Map of the Heart
By Diane Krieger
Katie North ’17 and Joaquín Loustau ’16, an international couple, have made world travels a centerpiece of their marriage.
Mary Katherine “Katie” North ’17 has 43 unique stamps on her passport. Her husband, Joaquín Loustau ’16, is slightly ahead, with a country count of 54.
As a couple, their globetrotting covers 27 nations — many added just last year. The newlyweds spent all of 2023 traversing Latin America, Europe, Asia, and Oceania.
“We just got back in December,” Katie says, smiling brightly.
It was the fulfillment of a decade-long dream, started early in their relationship.
“We first had that conversation in my sophomore year,” Joaquín recalls.
From the moment they met in the first weeks of Katie’s freshman year, the paths of these peripatetic LMU students kept crossing. Joaquín was her group leader at a Campus Ministry retreat in fall 2012. She remembers buttonholing the charming Uruguayan, eager to deploy her fluent Spanish. He remembers trying to impress the freshman from San Diego with the sophistication that comes with sophomore standing.

From the moment they met in the first weeks of Katie’s freshman year, the paths of these peripatetic LMU students kept crossing.
Katie and Joaquín bumped into each other all over campus. In the Honors Lounge. At the Campus Ministry. On the soccer field playing for the same intramural team. And at the year’s first De Colores weekend, building out a home for a destitute family in Tijuana.
Sparks flew amid the sawdust.

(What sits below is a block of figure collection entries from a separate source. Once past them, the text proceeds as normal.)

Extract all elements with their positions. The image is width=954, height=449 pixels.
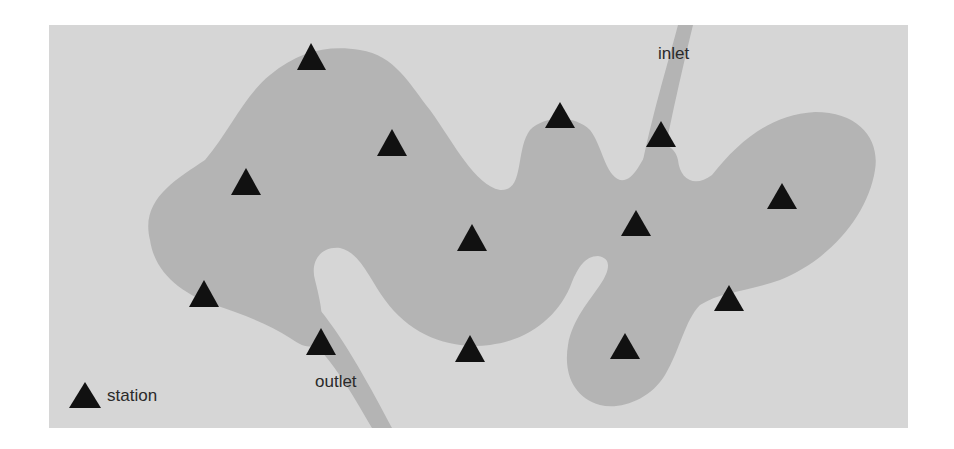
inlet-label: inlet: [658, 44, 689, 63]
legend-station-label: station: [107, 386, 157, 405]
outlet-label: outlet: [315, 372, 357, 391]
lake-map: inlet outlet station: [0, 0, 954, 449]
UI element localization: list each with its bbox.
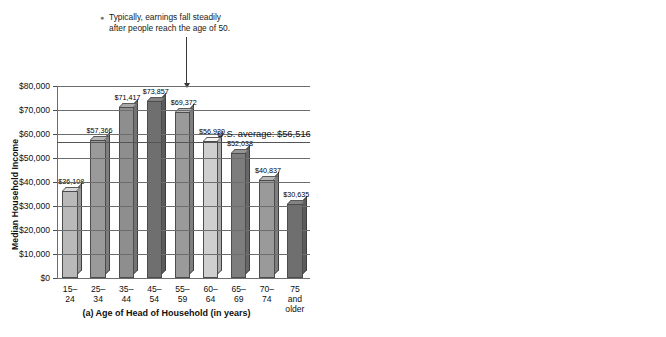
- x-axis-tick-label: 25–34: [91, 284, 105, 304]
- x-axis-tick-label: 55–59: [175, 284, 189, 304]
- x-axis-tick-label: 35–44: [119, 284, 133, 304]
- caption-a: (a) Age of Head of Household (in years): [0, 308, 333, 318]
- y-axis-tick-label: $10,000: [19, 249, 50, 259]
- bar-face: [231, 153, 246, 278]
- y-axis-tick-label: $30,000: [19, 201, 50, 211]
- gridline: [57, 254, 310, 255]
- x-axis-tick-label: 65–69: [232, 284, 246, 304]
- gridline: [57, 110, 310, 111]
- bar: $40,837: [259, 180, 274, 278]
- bar-face: [119, 107, 134, 278]
- gridline: [57, 278, 310, 279]
- bullet-icon: ●: [100, 13, 104, 24]
- bar-side: [162, 93, 166, 274]
- gridline: [57, 230, 310, 231]
- bar: $52,038: [231, 153, 246, 278]
- y-axis-tick: [53, 86, 57, 87]
- x-axis-tick-label: 70–74: [260, 284, 274, 304]
- bar-value-label: $71,417: [115, 93, 141, 102]
- y-axis-tick-label: $80,000: [19, 81, 50, 91]
- gridline: [57, 182, 310, 183]
- y-axis-tick: [53, 134, 57, 135]
- annotation-callout-a: ● Typically, earnings fall steadily afte…: [100, 12, 290, 33]
- y-axis-tick: [53, 158, 57, 159]
- bar-value-label: $73,857: [143, 87, 169, 96]
- bar-top: [119, 103, 138, 107]
- gridline: [57, 158, 310, 159]
- y-axis-tick-label: $50,000: [19, 153, 50, 163]
- us-average-line: [57, 142, 310, 143]
- bar: $71,417: [119, 107, 134, 278]
- bar-side: [106, 132, 110, 274]
- bar-side: [78, 183, 82, 274]
- y-axis-tick-label: $70,000: [19, 105, 50, 115]
- chart-panel-b: ● A generation ago, it was the elderly w…: [333, 0, 666, 337]
- y-axis-tick-label: $20,000: [19, 225, 50, 235]
- gridline: [57, 86, 310, 87]
- y-axis-tick: [53, 230, 57, 231]
- bar-face: [259, 180, 274, 278]
- bar: $56,930: [203, 141, 218, 278]
- bar: $73,857: [147, 101, 162, 278]
- bar-face: [287, 204, 302, 278]
- bar-value-label: $52,038: [227, 139, 253, 148]
- y-axis-tick: [53, 182, 57, 183]
- bar: $36,108: [62, 191, 77, 278]
- y-axis-tick: [53, 254, 57, 255]
- annotation-leader-a: [186, 37, 187, 87]
- x-axis-tick-label: 60–64: [203, 284, 217, 304]
- plot-area-a: 15–24$36,10825–34$57,36635–44$71,41745–5…: [57, 86, 310, 278]
- bar-side: [303, 196, 307, 274]
- gridline: [57, 206, 310, 207]
- y-axis-tick-label: $40,000: [19, 177, 50, 187]
- bar-top: [147, 97, 166, 101]
- us-average-label: U.S. average: $56,516: [217, 128, 311, 139]
- chart-panel-a: ● Typically, earnings fall steadily afte…: [0, 0, 333, 337]
- bar-side: [134, 99, 138, 274]
- bar-face: [90, 140, 105, 278]
- bar-side: [190, 104, 194, 274]
- y-axis-tick: [53, 278, 57, 279]
- bar: $57,366: [90, 140, 105, 278]
- x-axis-tick-label: 45–54: [147, 284, 161, 304]
- annotation-text-a: Typically, earnings fall steadily after …: [109, 12, 290, 33]
- y-axis-tick-label: $60,000: [19, 129, 50, 139]
- y-axis-tick: [53, 110, 57, 111]
- bar-value-label: $40,837: [255, 166, 281, 175]
- bar-face: [147, 101, 162, 278]
- bar-side: [275, 172, 279, 274]
- bar-side: [218, 133, 222, 274]
- bar: $30,635: [287, 204, 302, 278]
- bar-value-label: $30,635: [283, 190, 309, 199]
- x-axis-tick-label: 15–24: [63, 284, 77, 304]
- y-axis-tick-label: $0: [40, 273, 50, 283]
- bar-face: [203, 141, 218, 278]
- figure-root: ● Typically, earnings fall steadily afte…: [0, 0, 666, 337]
- y-axis-tick: [53, 206, 57, 207]
- bar-face: [62, 191, 77, 278]
- bar-value-label: $69,372: [171, 98, 197, 107]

By November, Joaquín happily accepted Katie’s invitation to join the sprawling North clan around their Thanksgiving table. By December, she was telling friends he might be “the one,” despite their coming from very different worlds.
Joaquín had grown up in Montevideo, Uruguay’s capital. An only child raised by secular parents, he’d independently discovered and embraced Catholicism in Jesuit high school. Meanwhile Katie is a third-generation Lion from a committed Catholic family with one foot firmly planted in Mexico. Her dad crosses the border daily to run his business in Baja California.
Their scholarly interests were also worlds apart: Joaquín was earning dual degrees in computer science and theology; Katie majored in Spanish while pursuing pre-nursing courses and a certified nurse assistant credential.
Yet they had much in common. Academic standouts, Joaquín and Katie both graduated magna cum laude. They shared a passion for communal work. At Commencement, they were recognized, respectively, with the Ignatian Award and the Marian Award.
And they both possessed a powerful wanderlust. Service missions took Katie to Rwanda, Thailand, Argentina, and Nicaragua. Joaquin’s college experiences saw him in Jamaica, Brazil, Spain, and El Salvador.
They got engaged in 2018. He proposed on a bouldering trip to Joshua Tree, dropping to one knee after the day’s last climb. At the time, Katie was working on a master’s degree in nursing at the University of San Diego. Joaquín was working at Vistage, the international CEO coaching organization where he’s been a software engineer for the last eight years.
Soon after starting her career as an RN at Sharp Memorial Hospital, Katie found herself at the frontline of a global health crisis, caring for infectious disease patients on the COVID-19 wards.
The lockdowns slammed the brakes on their nuptials. After three postponements, they finally had the blowout wedding of their dreams in the summer of 2022. And six months later, they packed their suitcases for the long-anticipated world tour.
They made their way down from Costa Rica to Patagonia, by way of Panama, Colombia, Ecuador, Uruguay, and Brazil. Lingering at each destination, they observed and savored local ways. Ash Wednesday in Ecuador, a papal mass in Lisbon, Buddhist temples in Vietnam. In May, they crossed the pond, concentrating on Spain and Portugal. Katie longed to walk the Camino de Santiago. Joaquín had already made that pilgrimage, so while Katie trekked the 477-mile French Way, he rambled across Serbia, Albania, Montenegro, Kosovo, Morocco, and Turkey.
They closed their world tour with four months in Singapore, Vietnam, Cambodia, Laos, Indonesia, Taiwan, the Philippines, Australia, and New Zealand.
It wasn’t nearly enough, says Joaquín. He’s already eyeing maps of Africa and Scandinavia for their next journey.
“I could see us traveling with kids,” adds Katie, who plans to have at least four. “I always love to see parents on hikes, each with a child on their back. I could see that being a big part of our life.”
Diane Krieger is a Los Angeles-based freelance writer whose work has appeared in publications at Tufts University, Johns Hopkins University, Caltech and The Idaho Statesman, where she was the resident philharmonic and theater critic. Krieger’s story titled “China’s Migrant Mothers” appeared at the LMU Magazine website in October 2024.